Again, the authors acknowledge the problem and state that "there is no indication that this is a learned effect". However, they provide no evidence for this and perform no analysis to mitigate the concern.
(4) Some of the minor comments also appear unaddressed and uncommented. E.g. the response amplitudes are still shown in "a.u." instead of dF/F or z-score or spikes.
Reviewer #3 (Public review):
Summary:
This work provides insights into predictive coding models of visual cortex processing. These models predict that visual cortex neurons will show elevated responses when there are unexpected changes to learned sequential stimulus patterns. This model is currently controversial, with recent publications providing conflicting evidence. In this work, the authors test two types of unexpected pattern variations in layer 2/3 of the mouse visual cortex. They show that pattern omission evokes elevated responses, in favor of a predictive coding model, but find no evidence for prediction errors with substituted patterns, which conflicts with both prior results in L4, and with the expectations of a predictive coding model. They also report that with sequence training, responses sparsify and decorrelate, but surprisingly find no changes in the ability of an ideal observer to decode stimulus identity or timing.

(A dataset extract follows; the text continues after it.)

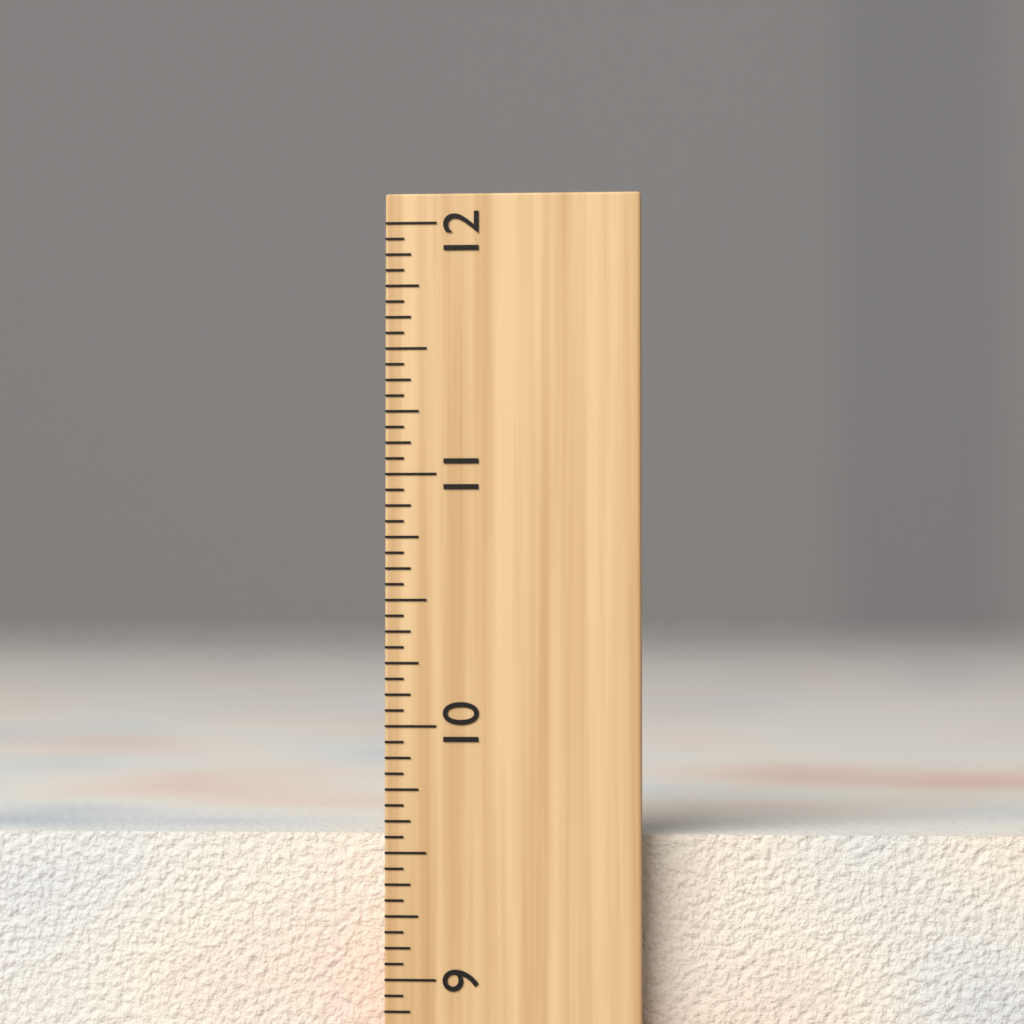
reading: 9.5625 inch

These results are an important contribution to the understanding of how temporal sequences and expectations are encoded in the primary visual cortex
Comments on revisions:
In this revision, the authors address several of the concerns in the original manuscript. However, the primary issue, raised by all three reviewers, was the block design of the experiments. This design makes disentangling the effects of any rapid (within block) plasticity from any longer term (across days) plasticity-which nominally is the subject of the paper-extremely difficult.
Although it may be the case that re-running the experiments with an interleaved design is beyond the scope of this paper, unfortunately, the revised manuscript still does not adequately discuss this potential confound. The authors note that stimulus A in ABCD, ABBD, and ACBD could be distinguished on day 0, indicating that within block changes do occur. In both the original and revised manuscript this finding is discussed in terms of representational drift, but the authors fail to discuss how such within block plasticity may impact their primary findings of prediction error effects.
This remains a significant concern with the revised manuscript.
Many of the other issues in the original manuscript have been addressed, and in these areas the revised manuscript is both clearer and more accurately reflects the presented data. The additional analyses and controls shown in the supplemental figures aid in the interpretation of the findings.